When a child's parents cannot care for them - due to illness, incarceration, substance abuse, military deployment, or other circumstances - guardianship gives a trusted relative or caregiver legal authority to make decisions for the child without terminating the parents' rights. This builder creates a draft petition covering the information every court requires.
Parties
Basis for guardianship
Type of guardianship requested
Petitioner qualifications
A family law attorney ensures your petition uses your state's required forms, includes all necessary supporting documentation, and is filed correctly. Free consultation.
Guardianship gives a non-parent legal authority to make decisions for a child - medical, educational, and general care decisions - without terminating the biological parents' legal rights. This is the key distinction from adoption, which permanently and completely severs the legal parent-child relationship with the biological parents and creates a new one with the adoptive parents. It's also distinct from custody, which is typically litigated between two legal parents (in divorce or paternity cases) rather than between a parent and a non-parent relative or caregiver. Parents retain the right to petition for guardianship to be terminated and resume full custody once they're able to care for the child again, in most guardianship arrangements.
Guardianship is often the right solution when a parent is temporarily unable to care for a child but the family wants to avoid permanent termination of parental rights - unlike adoption, which the family may not want, or unlike informal arrangements, which don't give the caregiver legal authority for school enrollment, medical decisions, or other necessities. If guardianship later needs to transition to formal custody arrangements, the child custody agreement builder addresses that different proceeding, and if grandparents are specifically the petitioners, the grandparent rights screener covers the related visitation question.
Courts apply a best-interests-of-the-child standard, weighing: the necessity for guardianship (is there a genuine reason the parent cannot currently provide care?), the proposed guardian's relationship with and history of caring for the child, the proposed guardian's stability (housing, income, criminal background, ability to meet the child's needs), the child's own wishes if old enough to express a reasoned preference, and whether the parents consent or contest the guardianship. Uncontested guardianship petitions where a parent voluntarily consents are processed much more quickly and with less scrutiny than contested petitions where a parent objects.
A standby guardianship is a unique arrangement that allows a parent (often one with a serious illness or facing deployment) to designate a guardian in advance, with the guardianship only activating when a specific triggering event occurs (the parent's incapacity, death, or a specified date). This allows proactive planning - the parent retains full authority while able to exercise it, but the transition to the standby guardian happens automatically and smoothly when needed, without requiring an emergency court proceeding at a moment when the family may already be in crisis. Many states have specific standby guardianship statutes designed for exactly this situation.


▶ [Task objective]:
Whenever a line in the data contains "outer", show that line.

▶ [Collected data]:
_____
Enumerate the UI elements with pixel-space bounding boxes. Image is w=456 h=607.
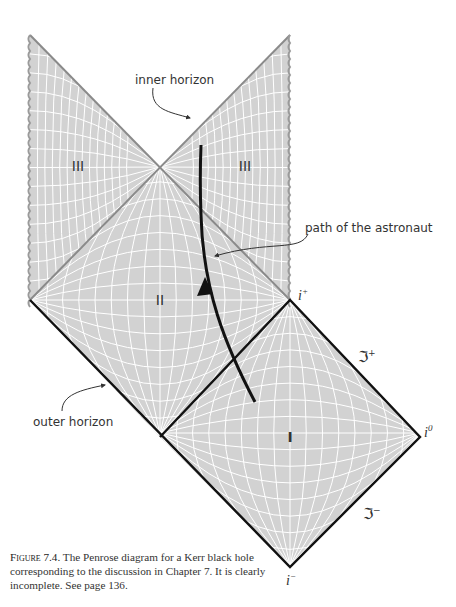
- penrose-diagram: I II III III inner horizon outer horizon…: [0, 0, 456, 607]
- astronaut-path-label: path of the astronaut: [305, 221, 433, 235]
- figure-number: Figure 7.4.: [10, 551, 60, 563]
- i-plus-label: i+: [298, 286, 308, 303]
- region-III-left-label: III: [72, 158, 84, 174]
- inner-horizon-label: inner horizon: [135, 73, 214, 87]
- region-I-label: I: [287, 429, 292, 445]
- inner-horizon-leader: [153, 88, 190, 118]
- scri-minus-label: ℑ−: [363, 505, 381, 523]
- figure-caption: Figure 7.4. The Penrose diagram for a Ke…: [10, 550, 270, 592]
- region-III-right-label: III: [239, 158, 251, 174]
- scri-plus-label: ℑ+: [358, 348, 376, 366]
- i-minus-label: i−: [286, 571, 296, 588]
- region-II-label: II: [156, 292, 164, 308]
- i-zero-label: i0: [424, 423, 433, 440]
- singularity-left: [29, 35, 31, 307]
- outer-horizon-leader: [62, 385, 105, 411]
- outer-horizon-label: outer horizon: [33, 415, 113, 429]
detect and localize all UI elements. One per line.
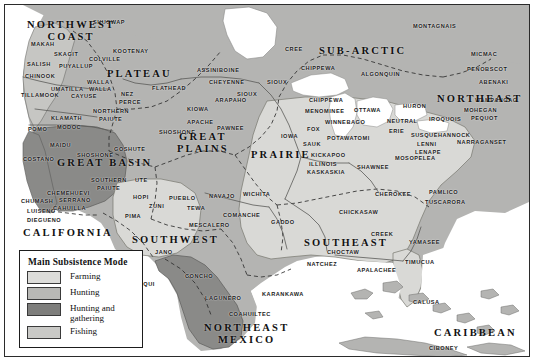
_____
▶ [Answer for this exercise]:
- penrose-diagram: I II III III inner horizon outer horizon…: [0, 0, 456, 607]
- outer-horizon-leader: [62, 385, 105, 411]
- outer-horizon-label: outer horizon: [33, 415, 113, 429]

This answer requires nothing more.